Wednesday, December 11, 2013

D.C.'s Mayor Gray under fire for Rhee-ism without Rhee

Like President Obama, who campaigned as a critic of the war in Iraq but then continued many of George W. Bush’s military policies once in office, Gray ran as a skeptic of the reforms being implemented by Rhee but continued them under Henderson, who also has closed more than a dozen schools and fired hundreds of teachers. -- Melinda Henneberger, Washington Post
D.C. students protest 2010 teacher firings.
Following up on Monday's post which was critical of WaPo's excellent education writer Valerie Strauss. Remember, Strauss was dismissive in her response to D.C. Mayor Vincent Gray's drawing parallels between the conditions black people face today in the nation's capital with those faced under South African apartheid. I defended Gray on that one, but also pointed out that I was also critical of Gray who seems to be following in the path of his horrible predecessors Adrian Fenty and Michelle Rhee.
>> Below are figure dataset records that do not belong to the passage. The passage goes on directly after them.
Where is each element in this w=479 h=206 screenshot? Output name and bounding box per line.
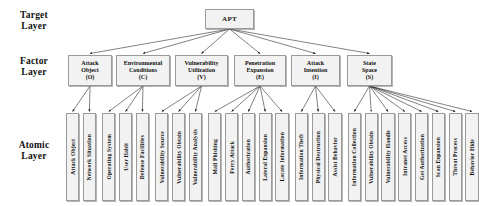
atomic-node-label: Information Theft [298,134,304,180]
atomic-node-label: Threat Process [452,138,458,176]
connector [202,29,230,54]
layer-label-factor: Factor Layer [6,56,62,78]
atomic-node-authorization[interactable]: Authorization [242,113,255,201]
atomic-node-locate-information[interactable]: Locate Information [275,113,288,201]
connector [370,86,405,112]
factor-node-code: (I) [312,74,318,81]
atomic-node-label: Physical Destruction [315,131,321,183]
connector [90,29,230,54]
connector [232,86,260,112]
factor-node-label: Attack Intention [304,60,328,74]
connector [316,86,319,112]
connector [73,86,90,112]
atomic-node-user-habit[interactable]: User Habit [119,113,132,201]
connector [162,86,202,112]
connector [370,86,473,112]
connector [354,86,369,112]
factor-node-label: Vulnerability Utilization [185,60,219,74]
atomic-node-assist-behavior[interactable]: Assist Behavior [328,113,341,201]
atomic-node-label: Behavior Hide [469,139,475,176]
atomic-node-vulnerability-source[interactable]: Vulnerability Source [155,113,168,201]
atomic-node-label: Attack Object [70,139,76,175]
atomic-node-label: Locate Information [279,132,285,181]
atomic-node-behavior-hide[interactable]: Behavior Hide [465,113,478,201]
atomic-node-label: User Habit [123,143,129,171]
atomic-node-information-collection[interactable]: Information Collection [348,113,361,201]
connector [370,86,439,112]
factor-node-attack-object[interactable]: Attack Object(O) [68,55,112,86]
atomic-node-label: Vulnerability Source [159,131,165,183]
connector [230,29,261,54]
atomic-node-lateral-expansion[interactable]: Lateral Expansion [259,113,272,201]
connector [143,29,230,54]
connector [89,86,90,112]
atomic-node-label: Vulnerability Obtain [176,131,182,184]
atomic-node-label: Vulnerability Analysis [192,129,198,185]
layer-label-atomic: Atomic Layer [6,140,62,162]
atomic-node-threat-process[interactable]: Threat Process [449,113,462,201]
factor-node-penetration-expansion[interactable]: Penetration Expansion(E) [234,55,286,86]
atomic-node-network-situation[interactable]: Network Situation [83,113,96,201]
connector [260,86,282,112]
layer-label-target: Target Layer [6,10,62,32]
connector [260,86,265,112]
connector [215,86,260,112]
atomic-node-label: Lateral Expansion [262,134,268,181]
atomic-node-ferry-attack[interactable]: Ferry Attack [225,113,238,201]
atomic-node-label: Mail Phishing [212,139,218,174]
atomic-node-label: Get Authorization [419,134,425,180]
atomic-node-label: Defense Facilities [139,135,145,179]
atomic-node-label: Ferry Attack [229,141,235,174]
connector [316,86,336,112]
node-apt-label: APT [222,15,237,23]
factor-node-code: (S) [366,74,373,81]
factor-node-state-space[interactable]: State Space(S) [347,55,392,86]
factor-node-environmental-conditions[interactable]: Environmental Conditions(C) [116,55,170,86]
atomic-node-label: Scan Expansion [435,137,441,177]
atomic-node-vulnerability-handle[interactable]: Vulnerability Handle [381,113,394,201]
atomic-node-label: Assist Behavior [332,137,338,176]
factor-node-vulnerability-utilization[interactable]: Vulnerability Utilization(V) [175,55,228,86]
atomic-node-label: Network Situation [86,134,92,181]
connector [370,86,372,112]
atomic-node-information-theft[interactable]: Information Theft [295,113,308,201]
connector [230,29,370,54]
atomic-node-vulnerability-obtain-2[interactable]: Vulnerability Obtain [365,113,378,201]
connector [248,86,260,112]
connector [142,86,143,112]
atomic-node-operating-system[interactable]: Operating System [102,113,115,201]
atomic-node-label: Vulnerability Obtain [368,131,374,184]
connector [370,86,422,112]
connector [195,86,201,112]
factor-node-code: (E) [256,74,264,81]
atomic-node-defense-facilities[interactable]: Defense Facilities [136,113,149,201]
atomic-node-vulnerability-analysis[interactable]: Vulnerability Analysis [189,113,202,201]
factor-node-label: Attack Object [81,60,98,74]
factor-node-attack-intention[interactable]: Attack Intention(I) [291,55,340,86]
node-apt[interactable]: APT [205,9,254,29]
factor-node-label: Environmental Conditions [124,60,163,74]
factor-node-code: (C) [139,74,147,81]
atomic-node-get-authorization[interactable]: Get Authorization [415,113,428,201]
factor-node-label: Penetration Expansion [245,60,275,74]
atomic-node-intranet-access[interactable]: Intranet Access [398,113,411,201]
atomic-node-physical-destruction[interactable]: Physical Destruction [312,113,325,201]
atomic-node-label: Information Collection [351,128,357,186]
atomic-node-attack-object-a[interactable]: Attack Object [66,113,79,201]
factor-node-code: (O) [86,74,95,81]
atomic-node-vulnerability-obtain-1[interactable]: Vulnerability Obtain [172,113,185,201]
connector [230,29,316,54]
factor-node-label: State Space [362,60,377,74]
atomic-node-label: Authorization [245,139,251,175]
connector [109,86,143,112]
connector [301,86,315,112]
factor-node-code: (V) [197,74,205,81]
connector [370,86,456,112]
connector [126,86,143,112]
atomic-node-mail-phishing[interactable]: Mail Phishing [208,113,221,201]
atomic-node-scan-expansion[interactable]: Scan Expansion [432,113,445,201]
atomic-node-label: Operating System [106,134,112,179]
atomic-node-label: Intranet Access [402,137,408,176]
atomic-node-label: Vulnerability Handle [385,130,391,183]
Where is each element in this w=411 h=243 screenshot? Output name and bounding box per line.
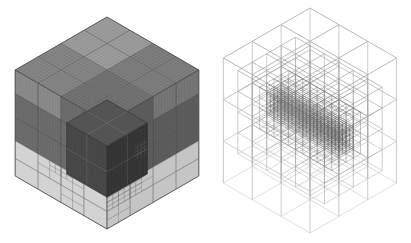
amr-octree-figure bbox=[0, 0, 411, 243]
panel-shaded-octree-cube bbox=[0, 0, 205, 243]
panel-wireframe-octree-cube bbox=[205, 0, 411, 243]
It was Fenty who brought in Rhee as his appointed school chancellor. In a matter of months, Rhee, with heavy backing from corporate school reformers and power philanthropists, threw the school system into financial chaos. Her regime was marked by a massive test-cheating scandal along with a successful effort to weaken the teachers union and take away many of the teachers' collective bargaining rights. Rhee fired hundreds of good teachers and regularly debased the entire teaching force, promoted vouchers for Catholic schools, and put many the district's schools into the hands of private charter operators. The list goes on. But while Rhee became the darling of the corporate school reformers,  including Arne Duncan, she drew the ire of parents and of the city's under-served black community.

Henderson and Rhee
Fortunately, both Fenty and Rhee were run out of D.C. in a populist revolt by district voters. Unfortunately, Mayor Gray, who ran as an outspoken critic of Fenty's policies, quickly appointed Rhee's deputy “for human capital” Kaya Henderson as his chancellor. She is now following in Rhee's footsteps. Back in 2010 I called it, Rhee-ism without Rhee. 
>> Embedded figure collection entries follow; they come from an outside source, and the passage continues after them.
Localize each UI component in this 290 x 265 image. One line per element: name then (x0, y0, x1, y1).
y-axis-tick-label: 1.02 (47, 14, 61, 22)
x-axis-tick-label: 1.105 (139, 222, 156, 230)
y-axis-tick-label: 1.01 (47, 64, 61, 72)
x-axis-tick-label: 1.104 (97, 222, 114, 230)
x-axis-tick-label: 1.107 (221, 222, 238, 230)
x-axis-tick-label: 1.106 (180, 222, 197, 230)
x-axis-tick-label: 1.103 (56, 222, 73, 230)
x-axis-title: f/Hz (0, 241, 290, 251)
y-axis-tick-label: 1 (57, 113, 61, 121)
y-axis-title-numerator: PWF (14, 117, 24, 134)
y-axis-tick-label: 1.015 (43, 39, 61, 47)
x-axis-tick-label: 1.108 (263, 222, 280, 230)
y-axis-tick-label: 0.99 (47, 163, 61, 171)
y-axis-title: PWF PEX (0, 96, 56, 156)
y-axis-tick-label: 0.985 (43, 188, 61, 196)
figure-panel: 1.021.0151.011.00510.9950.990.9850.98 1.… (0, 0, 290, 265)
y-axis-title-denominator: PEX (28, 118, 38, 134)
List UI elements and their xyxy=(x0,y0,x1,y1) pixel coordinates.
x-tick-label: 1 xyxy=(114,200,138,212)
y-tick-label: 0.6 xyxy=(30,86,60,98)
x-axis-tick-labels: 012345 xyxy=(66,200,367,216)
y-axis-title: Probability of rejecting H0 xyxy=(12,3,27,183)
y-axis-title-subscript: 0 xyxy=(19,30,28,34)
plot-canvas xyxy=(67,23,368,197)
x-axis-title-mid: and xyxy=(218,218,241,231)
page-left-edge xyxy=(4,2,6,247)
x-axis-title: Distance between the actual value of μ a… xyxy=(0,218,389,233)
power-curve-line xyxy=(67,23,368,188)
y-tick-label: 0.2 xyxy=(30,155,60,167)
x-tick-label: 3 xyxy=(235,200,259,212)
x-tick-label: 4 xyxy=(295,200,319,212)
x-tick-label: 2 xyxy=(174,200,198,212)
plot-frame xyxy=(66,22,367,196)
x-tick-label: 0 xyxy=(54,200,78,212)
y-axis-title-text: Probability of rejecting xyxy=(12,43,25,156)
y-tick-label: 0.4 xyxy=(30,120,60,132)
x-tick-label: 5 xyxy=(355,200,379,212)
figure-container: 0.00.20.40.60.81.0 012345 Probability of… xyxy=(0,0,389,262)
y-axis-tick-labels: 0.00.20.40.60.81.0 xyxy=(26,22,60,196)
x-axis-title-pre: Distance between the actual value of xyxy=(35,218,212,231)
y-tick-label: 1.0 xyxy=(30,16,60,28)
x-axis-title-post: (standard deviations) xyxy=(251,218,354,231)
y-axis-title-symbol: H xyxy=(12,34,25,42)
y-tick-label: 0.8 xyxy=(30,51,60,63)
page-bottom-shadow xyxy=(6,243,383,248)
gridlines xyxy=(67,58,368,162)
Instead of dismantling Fenty's "reforms", Gray has continued them. Henderson, has closed more than a dozen schools and has fired hundreds of more teachers and librarians. D.C. charters now have the third-highest market share in the nation, enrolling a larger proportion of students than in every city except New Orleans and Detroit

Gray is now running for a second term and like Fenty, he's coming under heavy fire from educators, parents and school activists for his Rhee(ism)-without-Rhee approach. At Monday's community meeting, Gray was confronted by a hostile crowd that packed Eastern High School's auditorium to slam his education policies and his appointment of Henderson.

The Post reports:
On Monday, upstart candidates including restaurateur Andy Shallal, the owner of Busboys and Poets, and Reta Jo Lewis, a Democrat and former State Department official, drew the biggest applause, indicting both Gray and members of the council who seek to replace him for alienating parents and teachers amid a forceful push for school reform.
It looks like the mayor is in for tough sledding in the months leading up to the election. But as we have seen, getting rid of a mayor or a corrupt schools chancellor is one thing. Getting rid of the powerful corporate interests behind them is quite another. They don't have to run for office.

WHO WILL DE BLASIO PICK?

On that point -- Now that New Yorkers have elected progressive Bill deBlasio as their mayor along with a slate of councilmen backed by the Working Families Party, all eyes are on that city to see who the new mayor will pick as his chancellor. Rumors abound that Henderson and Chicago school chief Barbara Byrd-Bennett have made the short list.

I hope those rumors are false. I'm also glad to see Valerie Strauss is back on track. Here's her take on a possible Henderson appointment in N.Y.

No comments:

Post a Comment

Agree? Disagree? Let me hear from you.